HIGHLAND HIGH SCHOOL TEACHER GLEN FRAKES (CENTER) WORKS WITH HIS STUDENTS EARLIER THIS MONTH TO BUILD A SECOND DIORAMA ABOUT THE LAST CIVIL WAR BATTLE FOUGHT IN TEXAS. (Photo by Tim Hacker/Tribune)
Glen Frakes was done with building historical dioramas, those miniature models of famous battles and other moments of our past. Frakes, a history teacher at Gilbert’s Highland High School, has been passionate about teaching his students how to do these hands-on projects going back three decades. But planning and building dioramas takes a tremendous amount of time and energy. Frakes had to raise private money to fund each project, and usually had to recruit extra volunteer help (or do the work himself) for the most complex elements that students weren’t prepared to handle. Approaching retirement age, Frakes was ready to step away from the crafting table.
So the Battle of Palmito Ranch (previously referred to as Palmetto Ranch) was supposed to be his last, big adventure, crafted on demand for the Texas military museum in Austin that had given Frakes his start in making dioramas for public display and had remained his biggest supporter over the years.
Frakes clearly loved the three years he worked with his classes in building that Civil War diorama. But the project became a nightmare after it was delivered in August 2007. A new museum curator said he couldn’t tolerate the diorama’s alleged historical inaccuracies, and he essentially ripped it apart. Frakes and his many supporters begged for the diorama pieces to be returned so it could be restored. Instead, the museum curator built a smaller version more to his liking under orders from Texas Gov. Rick Perry.
One of the twists to this story was when a separate private military museum in Texas offered to pay the cost of returning the broken diorama to Gilbert for restoration, and then put it on display in its Fort Worth facility. When that was rejected, the second museum offered $25,000 to pay for the supplies to build another diorama.
It took a while, but Frakes finally agree to pick up his tools one more time. The teacher told me by phone last week that he wants his last memories of diorama-crafting to be positive and uplifting, not the bitter dregs from last year’s futile efforts. Frakes says he won’t have to spend three years on this one, as so many students and adult volunteers are joining the effort that the new diorama should be done within months.
And it probably will be better, as Frakes has continued to research the underlying subject and he has tweaked the design to reflect additional information he has learned (such as changing the name of where the Civil War battle took place).
But the new diorama will be missing one touch, a beautiful replica steamboat. The man who hand-crafted that feature for the first diorama has died, and I can’t imagine the original museum will do the decent thing and return the steamboat to Frakes for the new version.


Your goal :: Scan the data below. Pull out each line where "start" occurs.

══ Record extracts ══

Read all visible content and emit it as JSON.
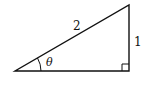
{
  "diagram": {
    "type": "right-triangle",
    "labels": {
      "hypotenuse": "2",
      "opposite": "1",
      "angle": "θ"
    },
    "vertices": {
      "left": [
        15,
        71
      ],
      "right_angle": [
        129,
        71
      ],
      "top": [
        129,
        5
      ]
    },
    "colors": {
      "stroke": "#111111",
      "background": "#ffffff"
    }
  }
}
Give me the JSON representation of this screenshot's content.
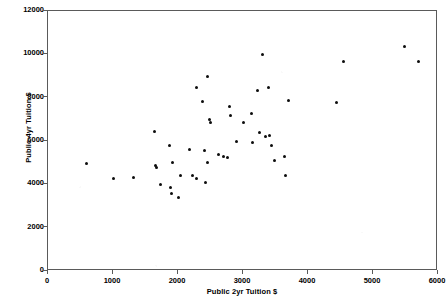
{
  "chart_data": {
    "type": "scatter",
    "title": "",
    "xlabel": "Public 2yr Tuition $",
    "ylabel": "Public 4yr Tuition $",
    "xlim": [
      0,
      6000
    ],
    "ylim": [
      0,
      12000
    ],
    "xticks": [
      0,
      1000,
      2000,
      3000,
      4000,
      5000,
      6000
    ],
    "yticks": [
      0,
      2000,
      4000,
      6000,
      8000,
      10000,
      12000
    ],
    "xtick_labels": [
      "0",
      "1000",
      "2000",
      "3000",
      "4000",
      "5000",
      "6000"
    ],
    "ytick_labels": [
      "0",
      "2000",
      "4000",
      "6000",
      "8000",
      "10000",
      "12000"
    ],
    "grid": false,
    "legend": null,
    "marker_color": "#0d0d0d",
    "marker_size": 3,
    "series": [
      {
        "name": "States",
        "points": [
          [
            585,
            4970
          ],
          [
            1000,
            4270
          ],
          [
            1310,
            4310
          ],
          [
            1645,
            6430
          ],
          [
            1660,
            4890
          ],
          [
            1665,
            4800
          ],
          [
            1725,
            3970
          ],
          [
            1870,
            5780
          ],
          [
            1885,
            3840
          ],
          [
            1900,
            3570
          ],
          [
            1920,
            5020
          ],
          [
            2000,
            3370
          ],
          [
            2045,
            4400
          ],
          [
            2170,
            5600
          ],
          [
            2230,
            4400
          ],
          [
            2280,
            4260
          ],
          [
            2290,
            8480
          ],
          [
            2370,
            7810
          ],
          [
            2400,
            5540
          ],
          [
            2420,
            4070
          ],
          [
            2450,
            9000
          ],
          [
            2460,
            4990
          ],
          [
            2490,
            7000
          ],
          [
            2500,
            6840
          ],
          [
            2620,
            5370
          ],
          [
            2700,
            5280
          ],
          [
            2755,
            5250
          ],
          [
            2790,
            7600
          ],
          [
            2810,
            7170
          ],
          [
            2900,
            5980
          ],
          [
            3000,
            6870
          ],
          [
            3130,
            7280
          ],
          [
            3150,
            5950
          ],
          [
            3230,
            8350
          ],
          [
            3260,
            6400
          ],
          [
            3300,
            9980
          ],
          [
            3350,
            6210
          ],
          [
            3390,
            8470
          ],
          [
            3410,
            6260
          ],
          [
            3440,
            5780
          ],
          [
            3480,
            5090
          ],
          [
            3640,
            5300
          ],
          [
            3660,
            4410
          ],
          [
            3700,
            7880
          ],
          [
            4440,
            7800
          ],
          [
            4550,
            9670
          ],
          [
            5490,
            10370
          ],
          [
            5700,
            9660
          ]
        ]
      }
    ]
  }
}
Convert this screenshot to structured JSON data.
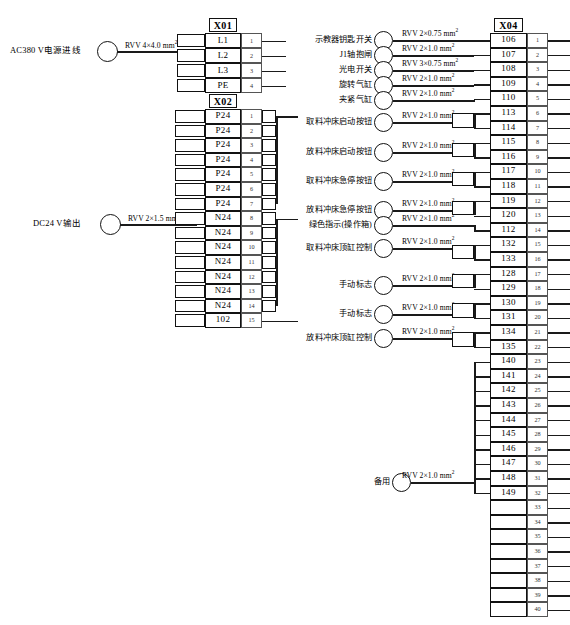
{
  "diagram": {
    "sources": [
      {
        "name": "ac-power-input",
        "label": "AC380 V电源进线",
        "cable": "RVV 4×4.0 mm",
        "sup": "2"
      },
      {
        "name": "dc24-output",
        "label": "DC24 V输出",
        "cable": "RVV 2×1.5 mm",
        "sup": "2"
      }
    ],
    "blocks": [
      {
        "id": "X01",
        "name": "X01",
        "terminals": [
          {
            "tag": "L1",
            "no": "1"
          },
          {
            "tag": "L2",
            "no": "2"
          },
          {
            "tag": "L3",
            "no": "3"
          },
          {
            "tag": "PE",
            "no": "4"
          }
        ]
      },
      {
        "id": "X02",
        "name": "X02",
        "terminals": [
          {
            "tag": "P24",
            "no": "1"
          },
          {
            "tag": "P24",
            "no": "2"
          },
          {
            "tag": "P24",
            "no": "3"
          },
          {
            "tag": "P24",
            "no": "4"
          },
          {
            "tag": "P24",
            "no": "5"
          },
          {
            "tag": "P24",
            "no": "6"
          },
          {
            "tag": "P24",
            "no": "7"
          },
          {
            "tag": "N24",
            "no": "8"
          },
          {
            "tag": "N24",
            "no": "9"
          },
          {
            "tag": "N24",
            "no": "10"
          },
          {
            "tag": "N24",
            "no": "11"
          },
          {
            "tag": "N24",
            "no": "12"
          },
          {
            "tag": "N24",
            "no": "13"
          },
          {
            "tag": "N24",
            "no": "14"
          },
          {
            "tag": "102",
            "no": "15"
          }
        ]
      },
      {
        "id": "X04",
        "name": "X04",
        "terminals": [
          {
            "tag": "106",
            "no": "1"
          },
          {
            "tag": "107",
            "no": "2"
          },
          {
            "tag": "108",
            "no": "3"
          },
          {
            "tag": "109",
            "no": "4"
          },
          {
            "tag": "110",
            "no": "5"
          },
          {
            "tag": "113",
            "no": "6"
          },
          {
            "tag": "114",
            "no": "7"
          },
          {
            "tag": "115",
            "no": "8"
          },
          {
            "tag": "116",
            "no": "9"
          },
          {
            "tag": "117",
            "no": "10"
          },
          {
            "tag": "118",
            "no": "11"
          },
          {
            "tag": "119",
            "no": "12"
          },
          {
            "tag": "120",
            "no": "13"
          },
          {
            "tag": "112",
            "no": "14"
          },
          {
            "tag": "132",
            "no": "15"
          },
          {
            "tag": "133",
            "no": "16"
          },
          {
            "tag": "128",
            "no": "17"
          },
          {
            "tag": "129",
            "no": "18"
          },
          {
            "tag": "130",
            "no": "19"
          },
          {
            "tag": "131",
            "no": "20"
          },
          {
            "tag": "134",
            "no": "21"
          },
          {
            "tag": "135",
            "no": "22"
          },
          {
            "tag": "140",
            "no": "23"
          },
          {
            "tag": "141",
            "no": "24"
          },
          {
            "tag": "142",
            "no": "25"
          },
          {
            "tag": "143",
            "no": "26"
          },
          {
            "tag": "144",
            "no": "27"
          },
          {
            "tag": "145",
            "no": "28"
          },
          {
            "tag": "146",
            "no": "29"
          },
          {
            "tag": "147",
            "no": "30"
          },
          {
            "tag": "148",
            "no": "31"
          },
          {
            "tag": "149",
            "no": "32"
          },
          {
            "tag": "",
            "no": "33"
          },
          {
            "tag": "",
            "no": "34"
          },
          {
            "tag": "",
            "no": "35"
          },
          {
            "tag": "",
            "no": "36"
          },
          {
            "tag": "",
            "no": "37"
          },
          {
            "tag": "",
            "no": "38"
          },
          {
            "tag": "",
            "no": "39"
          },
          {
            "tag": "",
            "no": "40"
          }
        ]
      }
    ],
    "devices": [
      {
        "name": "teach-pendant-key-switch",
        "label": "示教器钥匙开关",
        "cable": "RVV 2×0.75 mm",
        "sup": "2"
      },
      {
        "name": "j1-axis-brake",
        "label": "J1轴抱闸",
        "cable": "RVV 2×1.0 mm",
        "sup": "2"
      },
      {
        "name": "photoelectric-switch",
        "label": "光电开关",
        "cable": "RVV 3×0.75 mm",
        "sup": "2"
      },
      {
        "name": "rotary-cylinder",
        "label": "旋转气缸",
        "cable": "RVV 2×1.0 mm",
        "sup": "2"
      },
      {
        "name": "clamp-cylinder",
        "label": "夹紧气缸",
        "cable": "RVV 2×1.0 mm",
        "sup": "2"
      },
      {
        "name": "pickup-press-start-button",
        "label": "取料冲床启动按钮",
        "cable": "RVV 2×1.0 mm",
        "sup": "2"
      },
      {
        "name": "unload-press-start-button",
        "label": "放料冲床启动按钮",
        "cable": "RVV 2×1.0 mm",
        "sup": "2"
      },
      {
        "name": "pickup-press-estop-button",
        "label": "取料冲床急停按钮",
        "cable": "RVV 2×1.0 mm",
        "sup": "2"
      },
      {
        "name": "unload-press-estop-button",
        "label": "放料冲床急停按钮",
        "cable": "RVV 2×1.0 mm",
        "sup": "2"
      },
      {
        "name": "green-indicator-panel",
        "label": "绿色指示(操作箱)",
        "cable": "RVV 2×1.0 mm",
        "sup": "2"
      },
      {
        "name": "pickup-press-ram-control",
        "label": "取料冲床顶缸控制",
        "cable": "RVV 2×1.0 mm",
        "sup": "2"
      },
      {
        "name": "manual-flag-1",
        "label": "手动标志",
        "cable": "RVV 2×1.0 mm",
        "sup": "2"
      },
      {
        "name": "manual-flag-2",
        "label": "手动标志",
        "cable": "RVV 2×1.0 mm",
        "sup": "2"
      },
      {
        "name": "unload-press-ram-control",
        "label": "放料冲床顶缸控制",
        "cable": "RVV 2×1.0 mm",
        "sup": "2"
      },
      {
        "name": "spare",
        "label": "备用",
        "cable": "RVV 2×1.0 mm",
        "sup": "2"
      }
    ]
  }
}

═══

The answer ::
        "name": "pickup-press-start-button",
        "name": "unload-press-start-button",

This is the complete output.